The community really rallied around them during their roughly 70-day closure, Kimberly said. They took on a bit of the folklore of the borough itself: a phoenix rising from the ashes of the old iron foundry.
“I think a lot of people still carry that story on,” she said. “Some of the community members have kind of placed that mantra onto our experience. They’re also likening us to the Bob’s Burgers cartoon.”
But even amid the stress, there were silver linings. During the rebuild, Street Cart has added more staff to meet the demand they saw in those early days.
“We’ve been able to grow a lot and have the opportunity to see things we need to improve right away, things we want to improve, what growth is going to look like for this brand, and how we can recover and really have resilience through it,” David said. “[The] message internally is, this sucks, but there’s good things still to come.”
The business has been a long time in the making for David, 39, and Kimberly, 41, who moved to Phoenixville six years ago.
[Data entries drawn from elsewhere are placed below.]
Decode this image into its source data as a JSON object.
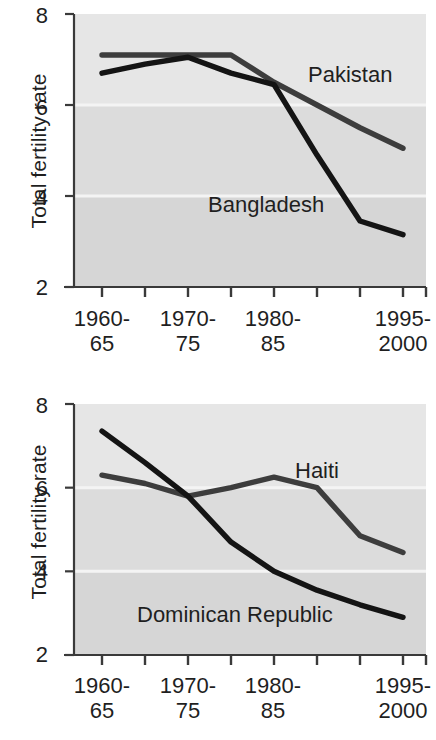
{
  "figure": {
    "background_color": "#ffffff",
    "plot_background_color": "#e6e6e6",
    "plot_background_lower_color": "#dcdcdc",
    "gridline_color": "#f4f4f4",
    "axis_color": "#3a3a3a"
  },
  "charts": [
    {
      "id": "chart-pakistan-bangladesh",
      "ylabel": "Total fertility rate",
      "ytick_labels": [
        "8",
        "6",
        "4",
        "2"
      ],
      "xtick_labels": [
        {
          "line1": "1960-",
          "line2": "65"
        },
        {
          "line1": "1970-",
          "line2": "75"
        },
        {
          "line1": "1980-",
          "line2": "85"
        },
        {
          "line1": "1995-",
          "line2": "2000"
        }
      ],
      "series_labels": [
        "Pakistan",
        "Bangladesh"
      ],
      "chart_data": {
        "type": "line",
        "title": "",
        "xlabel": "",
        "ylabel": "Total fertility rate",
        "ylim": [
          2,
          8
        ],
        "yticks": [
          2,
          4,
          6,
          8
        ],
        "grid": "horizontal-white-lines-at-4-and-6",
        "legend": "inline-labels",
        "x": [
          "1960-65",
          "1965-70",
          "1970-75",
          "1975-80",
          "1980-85",
          "1985-90",
          "1990-95",
          "1995-2000"
        ],
        "xtick_labeled": [
          "1960-65",
          "1970-75",
          "1980-85",
          "1995-2000"
        ],
        "series": [
          {
            "name": "Pakistan",
            "color": "#3d3d3d",
            "values": [
              7.1,
              7.1,
              7.1,
              7.1,
              6.5,
              6.0,
              5.5,
              5.05
            ]
          },
          {
            "name": "Bangladesh",
            "color": "#141414",
            "values": [
              6.7,
              6.9,
              7.05,
              6.7,
              6.45,
              4.9,
              3.45,
              3.15
            ]
          }
        ]
      }
    },
    {
      "id": "chart-haiti-dominican-republic",
      "ylabel": "Total fertility rate",
      "ytick_labels": [
        "8",
        "6",
        "4",
        "2"
      ],
      "xtick_labels": [
        {
          "line1": "1960-",
          "line2": "65"
        },
        {
          "line1": "1970-",
          "line2": "75"
        },
        {
          "line1": "1980-",
          "line2": "85"
        },
        {
          "line1": "1995-",
          "line2": "2000"
        }
      ],
      "series_labels": [
        "Haiti",
        "Dominican Republic"
      ],
      "chart_data": {
        "type": "line",
        "title": "",
        "xlabel": "",
        "ylabel": "Total fertility rate",
        "ylim": [
          2,
          8
        ],
        "yticks": [
          2,
          4,
          6,
          8
        ],
        "grid": "horizontal-white-lines-at-4-and-6",
        "legend": "inline-labels",
        "x": [
          "1960-65",
          "1965-70",
          "1970-75",
          "1975-80",
          "1980-85",
          "1985-90",
          "1990-95",
          "1995-2000"
        ],
        "xtick_labeled": [
          "1960-65",
          "1970-75",
          "1980-85",
          "1995-2000"
        ],
        "series": [
          {
            "name": "Haiti",
            "color": "#3d3d3d",
            "values": [
              6.3,
              6.1,
              5.8,
              6.0,
              6.25,
              6.0,
              4.85,
              4.45
            ]
          },
          {
            "name": "Dominican Republic",
            "color": "#141414",
            "values": [
              7.35,
              6.6,
              5.8,
              4.7,
              4.0,
              3.55,
              3.2,
              2.9
            ]
          }
        ]
      }
    }
  ]
}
David has been in food service since he was a teenager, spending time as a cheesemonger for Di Bruno Bros. in Philadelphia, before heading to the fine dining space at the Restaurant School at Walnut Hill College in West Philly. He went back to school at Penn State, taught wine and cheese classes, and ran the cheese section for a Trader Joe’s.
Kimberly has a background in the arts, having run a small handmade and wholesale retail business and working in social media and marketing.
David eventually moved into marketing and product development, where he spent a number of years in the cream cheese industry, he said.
Through that work, the duo were always toying with what it would look like to build their own shop, and go into business themselves.
They thought about what they loved. And it coincided with a trend they were seeing across the country, and along the East Coast: bagel shops becoming the new neighborhood pizza shop.
“The industry is booming right now, and it was sort of like our powers combined, in the right timing and in our town,” Kimberly said.
The Freys began to study the bagel, frequenting traditional shops in New York City. They loved the old-school, Lower East Side style of a New York Bagel, à la the traditional Jewish appetizing store, he said. They began to tinker with their own recipe, seeking something a bit smaller, a bit chewier, and malt-boiled with a longer fermentation time.
As they started to build out their vision, they fell in love with an iconic New York-style paper coffee cup, now used in their design.
The Freys landed on the ‘50s diner aesthetic in their storefront, formerly a Boston Market and Pizza Hut.
Street Cart Bagels & Coffee has a coffee and sandwich shop up front, and a production bakery in the back. They aspire to be a scratch kitchen; they use 30-pound blocks of cream cheese to mix up nine different recipes — including vegan, lox, beet horseradish, spicy tomato, blueberry, and hot honey — make their sauces or roast beef on site for their sandwiches, and cook their eggs and bacon in the same ovens their bagels bake in.
And it’s nearly a 24/7 operation: A dough team kicks off the two-day bagel making process, coming in after the day shift’s time is over. The bagels — plain, sesame, everything, salt, cinnamon raisin — ferment for two days, and are batch baked between midnight and 6 a.m., so they’re ready to go for opening. Eventually, they want to open online ordering, catering, and subscription services.
As they approached reopening once more, David stayed with the team to get all of the bagels prepped and ready ahead of the grand reopening.
Kimberly said the reception had been steady Thursday, with some wait times for customers. She expected the weekend to be busier, but now they’ve had time to prepare.
“You burn the midnight oil when you have to, when this is your livelihood, and this is what you’ve committed to doing,” she said. “We’re going all in, and we are ride or die, so we just take it to the max and figure it out.”